GRAND CANYON, Ariz. — Thousands of years ago, in what’s now Turkey, someone bred a horse with a donkey. The mule was born, and the sturdy hybrids soon were put to work across the globe.

Cars and trucks have replaced mules in most places, but the beasts of burden still reign supreme at the Grand Canyon.

This is especially true on the South Kaibab Trail, where young mule packers leading a lumbering line of the creatures, all carrying full bags, are an everyday sight. Supplies and souvenirs from the South Rim go down to Phantom Ranch, and trash comes up.

But that’s not the only cargo the mules carry.

On a recent afternoon, smiling tourists, each riding a mule, whooped as they crested the South Kaibab, returning from a one-night trip to Phantom Ranch, the bunkhouse at the bottom of the canyon.

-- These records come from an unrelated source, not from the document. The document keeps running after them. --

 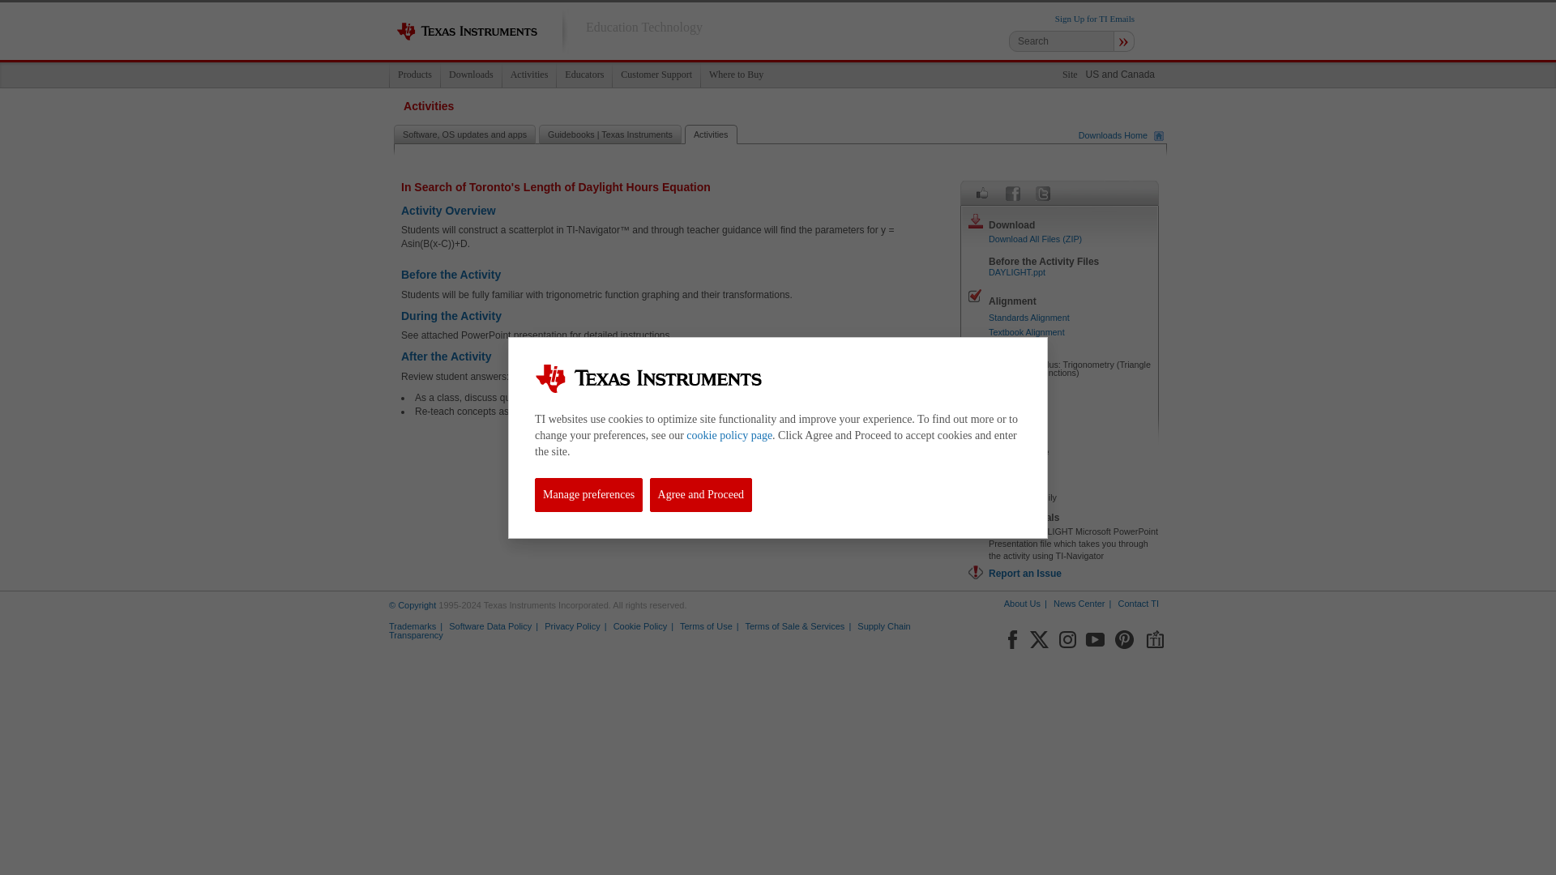 What do you see at coordinates (1094, 19) in the screenshot?
I see `Sign Up for TI Emails` at bounding box center [1094, 19].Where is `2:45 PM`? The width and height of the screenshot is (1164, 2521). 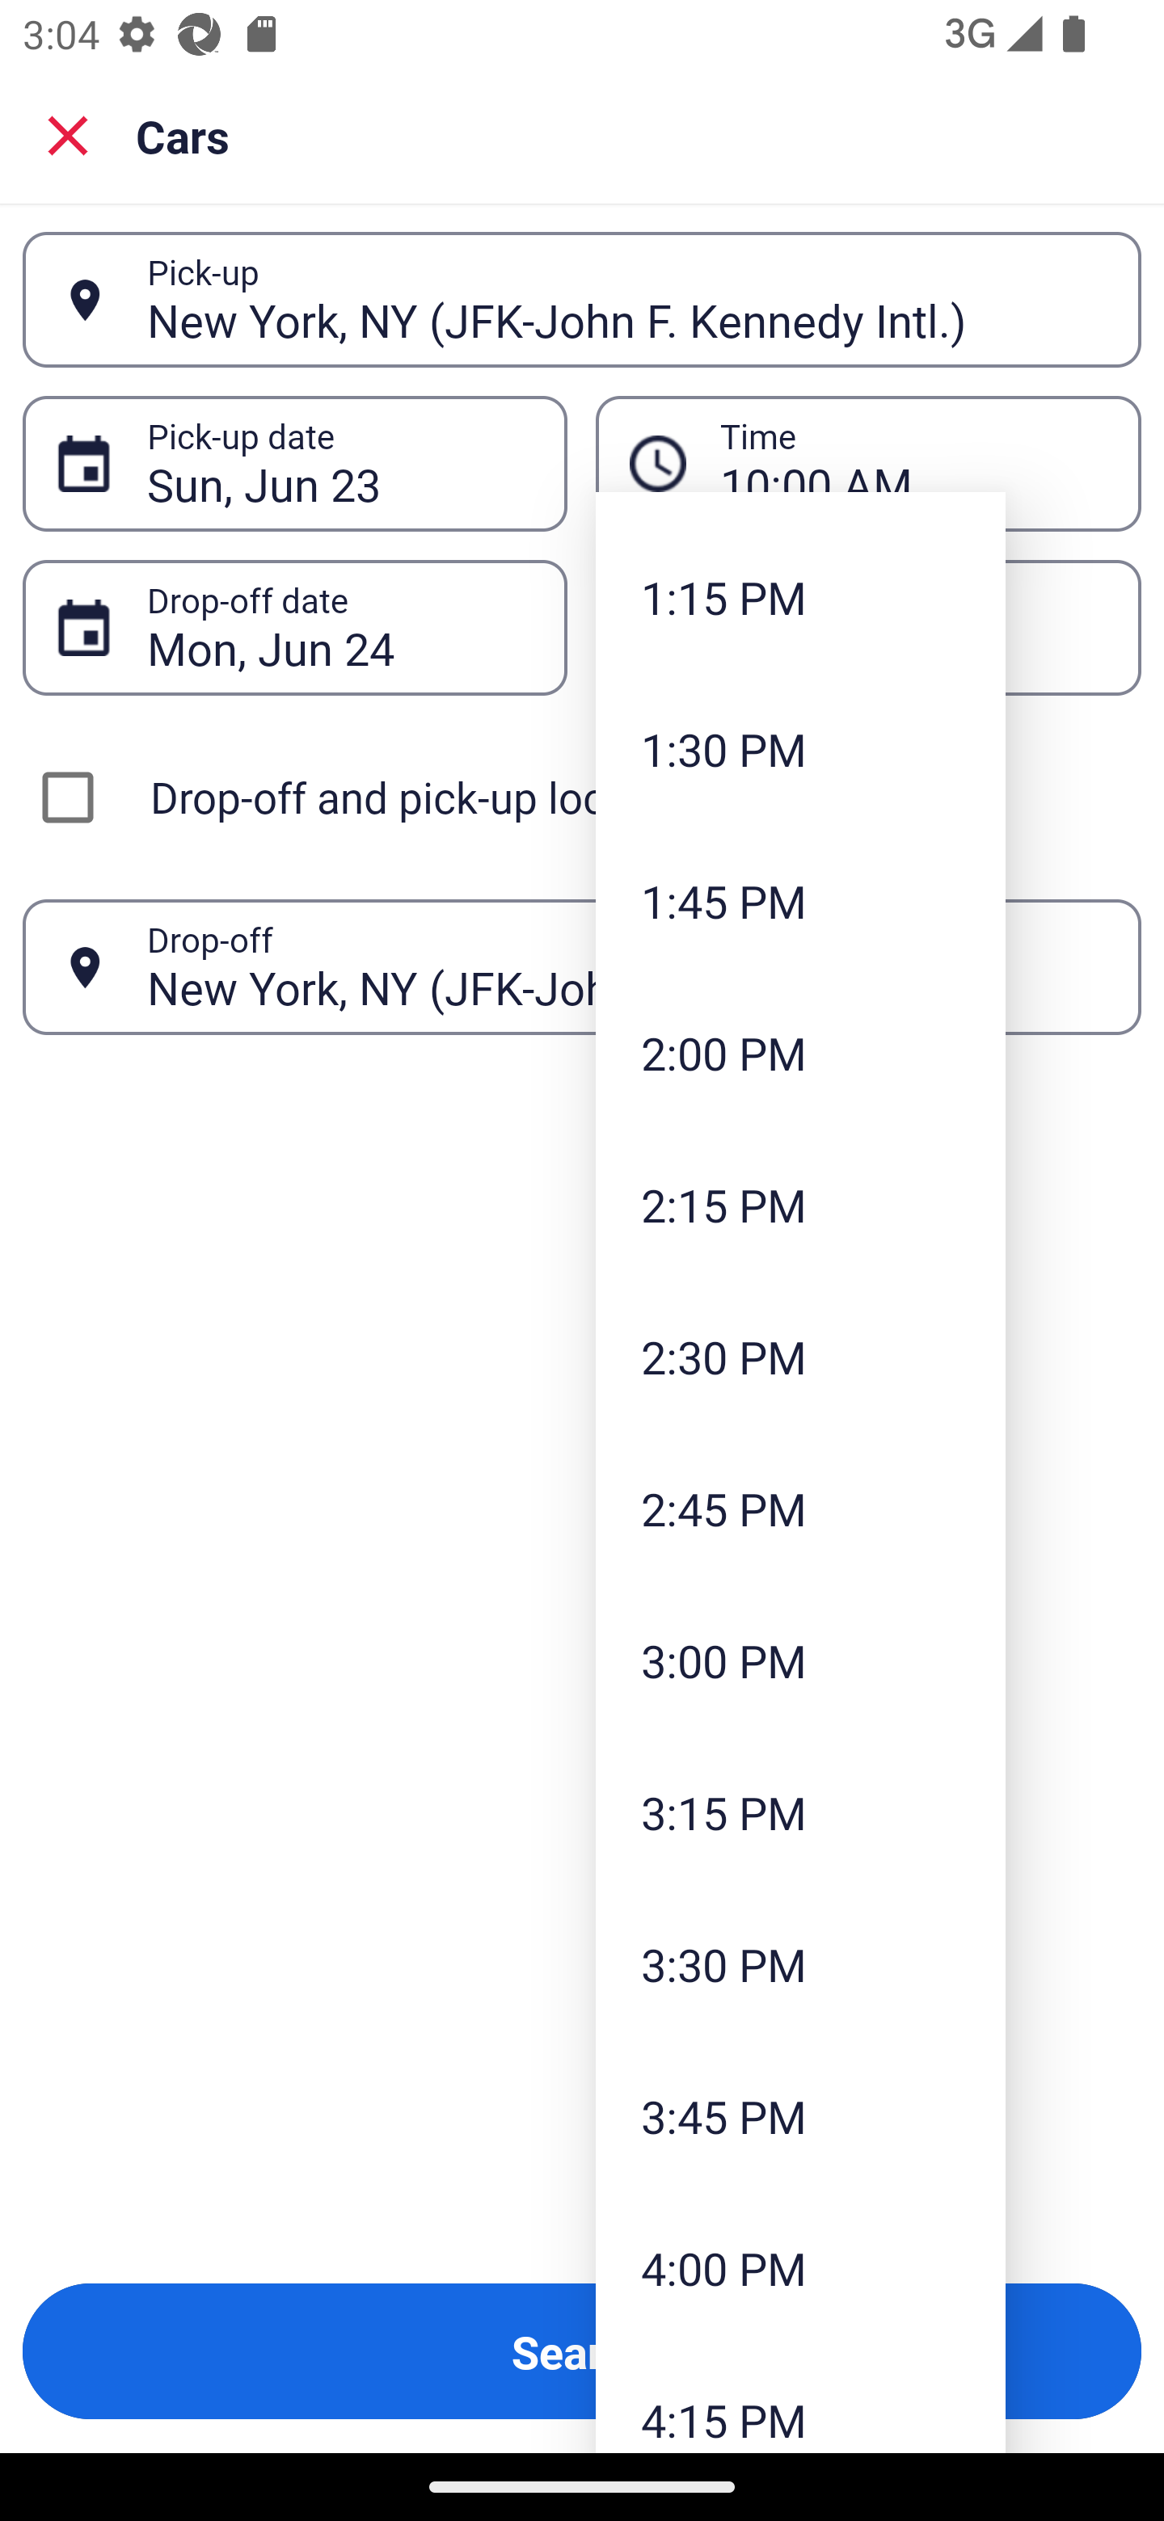 2:45 PM is located at coordinates (800, 1508).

John Berry was there to greet them.

“How was it?” he asked.

“It was wonderful!” one woman yelled as another howled like a coyote yipping at the moon.

“Now, there’s a bunch of happy people,” Berry said.

With his bushy mustache and cowboy hat, Berry looks the part of a livery manager, who works with the mules for the park and resort management company Xanterra.

He gives a lot of credit to the wranglers who guide these trips, but he knows who truly makes the rides possible.

“I kind of think of a mule as a four-wheel-drive pickup truck, where a horse would be more like a Cadillac, he said”

Mules are sure-footed and tough, Berry said, and they don’t spook easily. They’ve carried an estimated one million people in and out of the canyon since the late 1800s. The rides are daily, stopped only by dangerous weather and government shutdowns.

Berry was here when the government stopped running for two weeks in 2013.

“And these mules were so bored, out here in the corral,” he said. “They were fighting each other and kicking each other. They were just bored. I truly believe that they love to work.”

And lots of people in the canyon love to work with them.

Kaibab Bob injured himself stumbling off the trail — as pack mules will, every once in a blue moon. That doesn’t happen to the mules that carry people, however. Berry tells new riders the same thing: In more than 100 years, these Canyon rides have never lost a visitor because of a mule.

During a recent safety talk, held right before the group headed down the trail, he was funny but frank.

“This is no pony ride at the county fair,” he told the crowd, huddled against the wind and cold of a snow flurry. “This is a tough, hard ride.”

He went over how to get the mule to brake and how to keep your cool by not looking down into the intimidating vastness of the canyon. By the

end, a little girl from Boston was in tears.

“She’s really scared now,” said her mom, before trying a pep talk.

Within minutes, the girl summoned her courage. As Berry helped her onto her mule, her eyes were wet but she was trying to smile.

“Now, you take care of John S for me, OK?” Berry said, and she responded with a barely audible “OK.”

A few minutes after the group disappeared below the rim, Berry radioed one of the wranglers, who was riding just in front of the girl.

“How’s she doing, Cindy?” Berry asked.

“She’s good,” a calm voice said over the receiver. “We’re talking about cats.”

Berry chuckled, looking relieved.

“Well, good,” he replied.

A few hours of riding later, the little girl declared that someday, she wants to be a wrangler, too.